Job opportunities & advice

  • The Williams economics department maintains a helpful list of organizations that hire workers with economics degrees. (Be sure to click on the bar that reads "Examples of Economic Policy Research Jobs" at the bottom.)

  • The economics department includes job listings in its email newsletter. I recommend you read it.

  • For pre-doctoral research jobs, I recommend Econ RA Jobs on Twitter. See also my Graduate School page.

  • Here is my own list of organizations that hire economics graduates, grouped roughly by area of focus. While I do not have direct experience with most of them, I limit the list to organizations of which I hold a neutral to positive view.

  • Calling alumnae/alumni of your school can be a highly effective way to learn about an organization or field and, potentially, land an interview. If you succeed in scheduling such a call, plan your questions in advance, so as to respect the alumna's time. At Williams, you can find alumnae/alumni mentors through EphLink.

  • The return on emails and online applications is typically much lower than on phone calls.

  • Resist the urge to take an unsuitable job because uncertainty bothers you, or because your friends have taken jobs. A job search is a matching problem, and a bad match may be worse than seeking out another opportunity.

  • Most students only know about a handful of fields when they finish college. That means the expected return to trying a new field yourself, or carefully interviewing someone in that field, is high.

  • Suppose a competitive labor market equilibrium such that all workers enjoy equal utility (at least conditional on ability). What would that imply about the non-wage attributes of highly paid jobs?

  • When choosing a job, consider what you will actually do over an 8- to 10-hour day: call clients, visit homeless shelters, attend meetings, fire ceramics, draft legislation, make presentation slides, etc. Ask yourself how you want to spend your time.

  • If a corporate recruiter promises a job will develop "skills" or prepare you for a different job later in life, press for details. Some skills are valuable (in both market and non-market senses of the word), while others scarcely deserve the name. What have past workers actually gone on to do? Keep in mind selection bias: former employees of a firm may fare well because they initially had high ability, not because they acquired useful skills on the job.

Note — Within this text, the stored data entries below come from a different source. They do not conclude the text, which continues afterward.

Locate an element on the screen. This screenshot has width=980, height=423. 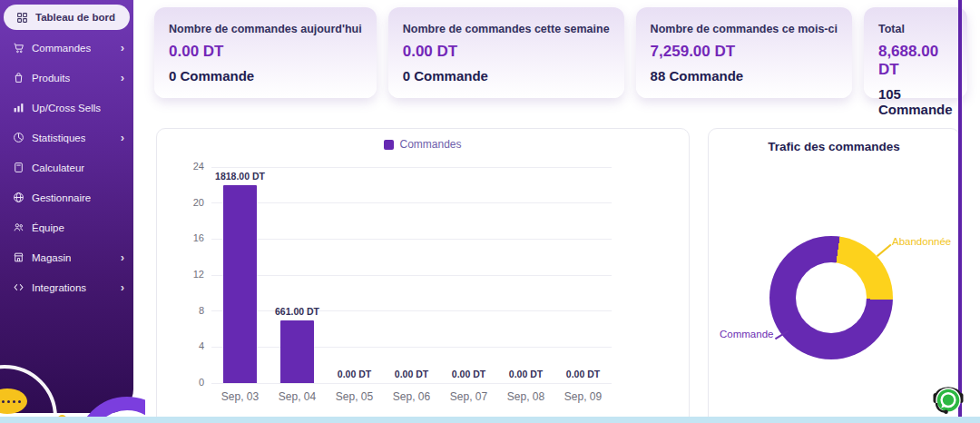
slice-label-commande: Commande is located at coordinates (746, 334).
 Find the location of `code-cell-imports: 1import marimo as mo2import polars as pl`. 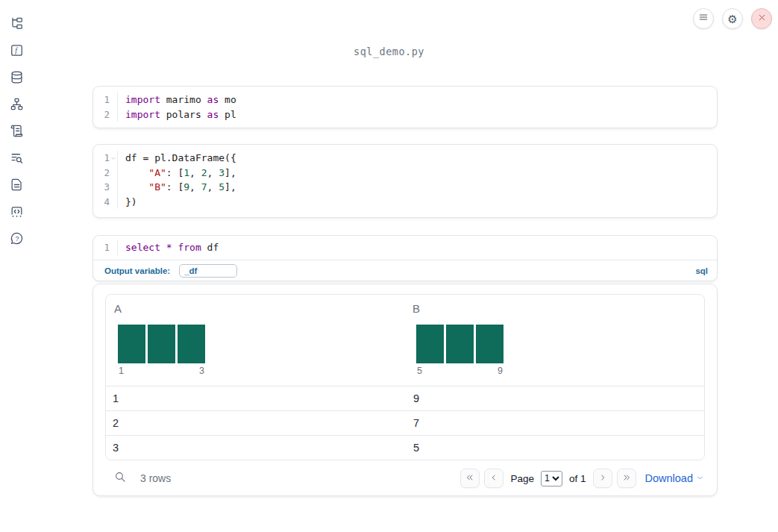

code-cell-imports: 1import marimo as mo2import polars as pl is located at coordinates (405, 107).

  • Succeeding in a risky endeavor is much more satisfying than succeeding in a safe endeavor.

  • Youth is a good time to take risks, because you have many years to enjoy successes and recover from failures.

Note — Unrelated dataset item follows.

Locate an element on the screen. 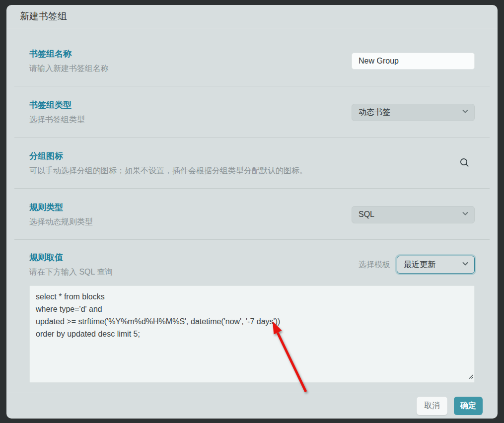  field-desc-group-type: 选择书签组类型 is located at coordinates (185, 120).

  • Some firms rely on prestige in recruiting. There are potential drawbacks to choosing a job based on employer reputation with the broader public. First, you cannot eat prestige, or sell it. Second, even widely acclaimed firms may not deserve their reputations. The consultancy McKinsey helped Purdue Pharma push high-dose opioids and avoid regulation long after the dangers of such drugs became clear. According to the New York Times: "McKinsey worked with Purdue executives in finding ways 'to counter the emotional messages from mothers with teenagers that overdosed' on the drug." McKinsey has also advised many of the world's largest greenhouse gas emitters, and in some cases has helped them increase output (and emissions) substantially.

  • Elite private firms frequently promise that their jobs offer exceptional preparation to do good in the world. This is misleading at best, fraudulent at worst. For a detailed account I recommend Winners Take All, by Anand Giridharadas.

  • Economic theory predicts that the cost of learning skills that are not firm-specific is borne by the worker in the form of lower wages, not by the firm. The intuition is that the firm doesn't want to pay for a worker's training, only to have her take those skills elsewhere soon thereafter.

  • Research finds that high financial-sector salaries may reflect rent-seeking, meaning redistribution of social surplus rather than creation of additional social surplus. In other words, these jobs often involve exploiting market imperfections to take advantage of smaller or less-informed participants. The US financial sector may actually be less efficient today than in the past.

  • This paper gives a vivid example of rent-seeking by private equity firms at the expense of US taxpayers in the context of spectrum auctions. Many of the workers who carried out the scheme were probably intelligent graduates of well-regarded universities. What might they have done with their time instead?

  • Active investment management is typically sold based on a fraudulent promise of higher returns. In fact active management generally produces lower returns than a market index, particularly after fees. If your broker has a genuine, repeatable stock-picking skill, why doesn't he just spend the day managing his own money?

  • The website 80,000 Hours evaluates careers from the standpoint of social impact. While I have not reviewed it exhaustively, the content seems largely accurate and helpful.